Ireland says not ready to let Brexit talks move on to trade

Anti-Brexit protesters wave EU and Union flags outside the Houses of Parliament in London, Britain, November 14, 2017. REUTERS/Peter Nicholls

By Padraic Halpin

DUBLIN (Reuters) - Britain and Ireland clashed over Brexit on Friday with Dublin saying it was not ready to allow the talks to move on to the second phase next month and London ruling out the much longer transitional period preferred by its neighbour.

The border between EU-member Ireland and Northern Ireland, which will be the UK's only land frontier with the bloc after its departure, is one of three issues Brussels wants broadly solved before it decides in December whether to move the talks onto a second phase about trade, as Britain wants.

Meeting in Dublin, Britain's Foreign Secretary Boris Johnson and his Irish counterpart Simon Coveney struck an amicable tone but remained far apart on several key aspects of the talks.

"Yes we all want to move onto phase two of the Brexit negotiations but we are not in a place right now that allows us to do that," Coveney said. "We have very serious issues, particularly around the border, that need more clarity."

He said Ireland's preference was that Britain as a whole would share the same regulations as the EU post-Brexit but if that was not possible, then London effectively needed to commit to allowing a tailor-made solution for Northern Ireland

"In the absence of that, from an Irish persecutive, there is a sense of jumping into the dark," Coveney said.

Johnson said moving the talks onto the next stage would help to resolve the border issue as many of the questions around it were bound up with Britain's future customs arrangement with the European Union.

"I want to stress that we in no way minimise the issue and wish to minimise the work that will need to be done by the UK and by Ireland together to get this right," Johnson said.

"The British government has absolutely no interest whatever in seeing any kind of hard border, that is the last thing we want to see as a result of that exercise."

Johnson added that he understood why Ireland wants a four to five-year post-Brexit transition period for Britain to allow businesses in Ireland time to adjust to any new arrangements, but said this was possible within a much tighter timescale.

"I understand the sentiment behind it, which is that everybody wants to have the maximum possible reassurance," he said.

"I think it's possible to do that in a much shorter timescale... Now is the time to make haste (on moving onto stage two of Brexit talks) and perhaps we don't need to wait quite so long to give business final certainty about how it's all going to work."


TASK GOAL:
The data below is to be output in full, unchanged.

-------

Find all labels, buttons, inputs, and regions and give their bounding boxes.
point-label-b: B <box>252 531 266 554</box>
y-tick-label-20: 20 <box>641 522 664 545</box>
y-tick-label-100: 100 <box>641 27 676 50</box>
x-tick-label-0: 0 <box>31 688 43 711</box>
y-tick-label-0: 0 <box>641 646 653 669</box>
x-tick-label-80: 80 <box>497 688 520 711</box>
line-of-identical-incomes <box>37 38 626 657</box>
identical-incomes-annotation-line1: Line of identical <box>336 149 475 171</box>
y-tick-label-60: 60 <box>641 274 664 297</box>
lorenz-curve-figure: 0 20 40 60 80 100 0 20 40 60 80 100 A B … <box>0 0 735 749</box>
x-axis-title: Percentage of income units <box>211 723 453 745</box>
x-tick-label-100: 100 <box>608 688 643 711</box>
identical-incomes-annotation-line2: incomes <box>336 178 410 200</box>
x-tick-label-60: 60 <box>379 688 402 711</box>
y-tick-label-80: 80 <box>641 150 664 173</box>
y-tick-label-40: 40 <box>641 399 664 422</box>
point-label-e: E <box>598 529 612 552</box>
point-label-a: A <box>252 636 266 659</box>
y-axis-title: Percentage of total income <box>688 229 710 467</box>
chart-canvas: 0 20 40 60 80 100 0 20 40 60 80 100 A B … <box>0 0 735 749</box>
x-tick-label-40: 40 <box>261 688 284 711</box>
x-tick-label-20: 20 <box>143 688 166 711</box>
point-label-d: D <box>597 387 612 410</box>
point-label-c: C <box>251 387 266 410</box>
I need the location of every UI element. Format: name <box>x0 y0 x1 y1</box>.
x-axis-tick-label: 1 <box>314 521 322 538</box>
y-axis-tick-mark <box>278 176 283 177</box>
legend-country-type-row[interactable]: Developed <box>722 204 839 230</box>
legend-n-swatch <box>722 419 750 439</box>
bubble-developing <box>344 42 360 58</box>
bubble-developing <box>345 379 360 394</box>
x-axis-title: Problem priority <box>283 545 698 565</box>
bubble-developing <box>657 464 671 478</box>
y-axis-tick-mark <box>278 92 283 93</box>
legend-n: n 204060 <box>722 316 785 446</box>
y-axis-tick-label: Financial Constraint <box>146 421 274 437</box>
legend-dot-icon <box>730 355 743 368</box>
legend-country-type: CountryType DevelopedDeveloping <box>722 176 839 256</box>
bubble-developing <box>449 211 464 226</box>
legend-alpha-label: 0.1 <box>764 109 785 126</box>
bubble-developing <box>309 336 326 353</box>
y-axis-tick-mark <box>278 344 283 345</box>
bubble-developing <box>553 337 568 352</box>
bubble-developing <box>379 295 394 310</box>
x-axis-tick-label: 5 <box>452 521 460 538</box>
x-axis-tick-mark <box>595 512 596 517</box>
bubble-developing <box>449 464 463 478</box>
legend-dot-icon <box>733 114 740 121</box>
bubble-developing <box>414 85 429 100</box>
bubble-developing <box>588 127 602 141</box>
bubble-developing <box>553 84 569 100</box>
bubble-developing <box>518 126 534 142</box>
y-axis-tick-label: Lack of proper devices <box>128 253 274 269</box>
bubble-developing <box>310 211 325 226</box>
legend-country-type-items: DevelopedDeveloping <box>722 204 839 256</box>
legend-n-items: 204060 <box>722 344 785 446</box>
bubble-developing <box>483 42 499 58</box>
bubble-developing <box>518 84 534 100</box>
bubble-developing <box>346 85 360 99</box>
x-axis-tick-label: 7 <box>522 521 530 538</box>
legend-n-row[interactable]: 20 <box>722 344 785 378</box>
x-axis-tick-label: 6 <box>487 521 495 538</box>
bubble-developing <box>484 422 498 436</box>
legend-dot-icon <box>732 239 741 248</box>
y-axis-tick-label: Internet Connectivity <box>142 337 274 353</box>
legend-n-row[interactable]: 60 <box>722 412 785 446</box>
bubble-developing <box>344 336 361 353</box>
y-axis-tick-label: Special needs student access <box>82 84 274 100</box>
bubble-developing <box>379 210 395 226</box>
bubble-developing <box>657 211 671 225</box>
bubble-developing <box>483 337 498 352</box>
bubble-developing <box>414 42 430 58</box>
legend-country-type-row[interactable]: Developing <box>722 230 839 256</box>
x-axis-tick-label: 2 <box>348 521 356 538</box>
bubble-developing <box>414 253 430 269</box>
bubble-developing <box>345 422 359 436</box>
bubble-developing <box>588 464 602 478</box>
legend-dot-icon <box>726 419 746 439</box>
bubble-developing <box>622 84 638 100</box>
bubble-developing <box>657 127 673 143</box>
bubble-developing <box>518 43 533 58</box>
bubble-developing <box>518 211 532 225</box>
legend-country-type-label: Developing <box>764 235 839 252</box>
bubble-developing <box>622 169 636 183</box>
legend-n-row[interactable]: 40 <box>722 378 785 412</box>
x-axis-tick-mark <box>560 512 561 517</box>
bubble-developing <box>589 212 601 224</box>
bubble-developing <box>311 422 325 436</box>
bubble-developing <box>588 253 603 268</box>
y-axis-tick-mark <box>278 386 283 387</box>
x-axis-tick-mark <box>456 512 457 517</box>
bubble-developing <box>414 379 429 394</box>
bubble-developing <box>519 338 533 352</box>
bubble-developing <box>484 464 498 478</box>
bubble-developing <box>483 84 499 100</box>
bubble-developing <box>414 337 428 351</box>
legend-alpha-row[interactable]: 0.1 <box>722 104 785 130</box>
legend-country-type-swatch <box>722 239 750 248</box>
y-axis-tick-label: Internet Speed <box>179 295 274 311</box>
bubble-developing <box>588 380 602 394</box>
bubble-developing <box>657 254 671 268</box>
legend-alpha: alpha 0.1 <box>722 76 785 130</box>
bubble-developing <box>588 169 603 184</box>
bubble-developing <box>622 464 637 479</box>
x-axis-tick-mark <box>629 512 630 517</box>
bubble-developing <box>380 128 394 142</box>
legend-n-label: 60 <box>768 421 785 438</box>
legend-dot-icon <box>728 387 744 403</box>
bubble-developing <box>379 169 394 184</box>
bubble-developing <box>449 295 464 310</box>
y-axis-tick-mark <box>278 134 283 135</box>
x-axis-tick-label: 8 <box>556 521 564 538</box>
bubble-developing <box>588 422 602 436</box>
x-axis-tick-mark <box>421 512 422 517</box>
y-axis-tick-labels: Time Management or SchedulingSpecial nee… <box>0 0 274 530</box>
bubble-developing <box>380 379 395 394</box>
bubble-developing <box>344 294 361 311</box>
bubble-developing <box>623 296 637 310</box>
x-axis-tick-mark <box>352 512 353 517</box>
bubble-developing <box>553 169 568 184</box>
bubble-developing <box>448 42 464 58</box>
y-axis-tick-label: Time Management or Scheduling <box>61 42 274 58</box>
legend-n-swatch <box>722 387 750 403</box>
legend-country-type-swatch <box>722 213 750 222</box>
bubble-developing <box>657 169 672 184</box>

-------

RESULT OF THE TASK:
Find all labels, buttons, inputs, and regions and give their bounding boxes.
point-label-b: B <box>252 531 266 554</box>
y-tick-label-20: 20 <box>641 522 664 545</box>
y-tick-label-100: 100 <box>641 27 676 50</box>
x-tick-label-0: 0 <box>31 688 43 711</box>
y-tick-label-0: 0 <box>641 646 653 669</box>
x-tick-label-80: 80 <box>497 688 520 711</box>
line-of-identical-incomes <box>37 38 626 657</box>
identical-incomes-annotation-line1: Line of identical <box>336 149 475 171</box>
y-tick-label-60: 60 <box>641 274 664 297</box>
lorenz-curve-figure: 0 20 40 60 80 100 0 20 40 60 80 100 A B … <box>0 0 735 749</box>
x-axis-title: Percentage of income units <box>211 723 453 745</box>
x-tick-label-100: 100 <box>608 688 643 711</box>
identical-incomes-annotation-line2: incomes <box>336 178 410 200</box>
x-tick-label-60: 60 <box>379 688 402 711</box>
y-tick-label-80: 80 <box>641 150 664 173</box>
y-tick-label-40: 40 <box>641 399 664 422</box>
point-label-e: E <box>598 529 612 552</box>
point-label-a: A <box>252 636 266 659</box>
y-axis-title: Percentage of total income <box>688 229 710 467</box>
chart-canvas: 0 20 40 60 80 100 0 20 40 60 80 100 A B … <box>0 0 735 749</box>
x-tick-label-40: 40 <box>261 688 284 711</box>
x-tick-label-20: 20 <box>143 688 166 711</box>
point-label-d: D <box>597 387 612 410</box>
point-label-c: C <box>251 387 266 410</box>
I need the location of every UI element. Format: name <box>x0 y0 x1 y1</box>.
x-axis-tick-label: 1 <box>314 521 322 538</box>
y-axis-tick-mark <box>278 176 283 177</box>
legend-country-type-row[interactable]: Developed <box>722 204 839 230</box>
legend-n-swatch <box>722 419 750 439</box>
bubble-developing <box>344 42 360 58</box>
bubble-developing <box>345 379 360 394</box>
x-axis-title: Problem priority <box>283 545 698 565</box>
bubble-developing <box>657 464 671 478</box>
y-axis-tick-mark <box>278 92 283 93</box>
legend-n: n 204060 <box>722 316 785 446</box>
y-axis-tick-label: Financial Constraint <box>146 421 274 437</box>
legend-dot-icon <box>730 355 743 368</box>
legend-country-type: CountryType DevelopedDeveloping <box>722 176 839 256</box>
bubble-developing <box>449 211 464 226</box>
legend-alpha-label: 0.1 <box>764 109 785 126</box>
bubble-developing <box>309 336 326 353</box>
y-axis-tick-mark <box>278 344 283 345</box>
bubble-developing <box>553 337 568 352</box>
bubble-developing <box>379 295 394 310</box>
x-axis-tick-label: 5 <box>452 521 460 538</box>
x-axis-tick-mark <box>595 512 596 517</box>
bubble-developing <box>449 464 463 478</box>
legend-dot-icon <box>733 114 740 121</box>
bubble-developing <box>414 85 429 100</box>
bubble-developing <box>588 127 602 141</box>
bubble-developing <box>553 84 569 100</box>
bubble-developing <box>518 126 534 142</box>
y-axis-tick-label: Lack of proper devices <box>128 253 274 269</box>
bubble-developing <box>310 211 325 226</box>
legend-country-type-items: DevelopedDeveloping <box>722 204 839 256</box>
legend-n-items: 204060 <box>722 344 785 446</box>
bubble-developing <box>483 42 499 58</box>
bubble-developing <box>518 84 534 100</box>
bubble-developing <box>346 85 360 99</box>
x-axis-tick-label: 7 <box>522 521 530 538</box>
legend-n-row[interactable]: 20 <box>722 344 785 378</box>
x-axis-tick-label: 6 <box>487 521 495 538</box>
bubble-developing <box>484 422 498 436</box>
legend-dot-icon <box>732 239 741 248</box>
y-axis-tick-label: Internet Connectivity <box>142 337 274 353</box>
legend-n-row[interactable]: 60 <box>722 412 785 446</box>
bubble-developing <box>344 336 361 353</box>
y-axis-tick-label: Special needs student access <box>82 84 274 100</box>
bubble-developing <box>379 210 395 226</box>
bubble-developing <box>657 211 671 225</box>
bubble-developing <box>483 337 498 352</box>
bubble-developing <box>414 42 430 58</box>
legend-country-type-row[interactable]: Developing <box>722 230 839 256</box>
x-axis-tick-label: 2 <box>348 521 356 538</box>
bubble-developing <box>414 253 430 269</box>
bubble-developing <box>345 422 359 436</box>
bubble-developing <box>588 464 602 478</box>
legend-dot-icon <box>726 419 746 439</box>
bubble-developing <box>622 84 638 100</box>
bubble-developing <box>657 127 673 143</box>
bubble-developing <box>518 43 533 58</box>
bubble-developing <box>518 211 532 225</box>
legend-country-type-label: Developing <box>764 235 839 252</box>
bubble-developing <box>622 169 636 183</box>
legend-n-row[interactable]: 40 <box>722 378 785 412</box>
x-axis-tick-mark <box>560 512 561 517</box>
bubble-developing <box>589 212 601 224</box>
bubble-developing <box>311 422 325 436</box>
bubble-developing <box>588 253 603 268</box>
y-axis-tick-mark <box>278 386 283 387</box>
x-axis-tick-mark <box>456 512 457 517</box>
bubble-developing <box>414 379 429 394</box>
bubble-developing <box>519 338 533 352</box>
bubble-developing <box>484 464 498 478</box>
bubble-developing <box>483 84 499 100</box>
bubble-developing <box>414 337 428 351</box>
legend-alpha-row[interactable]: 0.1 <box>722 104 785 130</box>
legend-country-type-swatch <box>722 239 750 248</box>
y-axis-tick-label: Internet Speed <box>179 295 274 311</box>
bubble-developing <box>588 380 602 394</box>
bubble-developing <box>657 254 671 268</box>
legend-alpha: alpha 0.1 <box>722 76 785 130</box>
bubble-developing <box>588 169 603 184</box>
bubble-developing <box>622 464 637 479</box>
x-axis-tick-mark <box>629 512 630 517</box>
bubble-developing <box>380 128 394 142</box>
legend-n-label: 60 <box>768 421 785 438</box>
legend-dot-icon <box>728 387 744 403</box>
bubble-developing <box>379 169 394 184</box>
bubble-developing <box>449 295 464 310</box>
y-axis-tick-mark <box>278 134 283 135</box>
x-axis-tick-label: 8 <box>556 521 564 538</box>
bubble-developing <box>588 422 602 436</box>
x-axis-tick-mark <box>421 512 422 517</box>
y-axis-tick-labels: Time Management or SchedulingSpecial nee… <box>0 0 274 530</box>
bubble-developing <box>380 379 395 394</box>
bubble-developing <box>344 294 361 311</box>
bubble-developing <box>623 296 637 310</box>
x-axis-tick-mark <box>352 512 353 517</box>
bubble-developing <box>553 169 568 184</box>
bubble-developing <box>448 42 464 58</box>
y-axis-tick-label: Time Management or Scheduling <box>61 42 274 58</box>
legend-n-swatch <box>722 387 750 403</box>
legend-country-type-swatch <box>722 213 750 222</box>
bubble-developing <box>657 169 672 184</box>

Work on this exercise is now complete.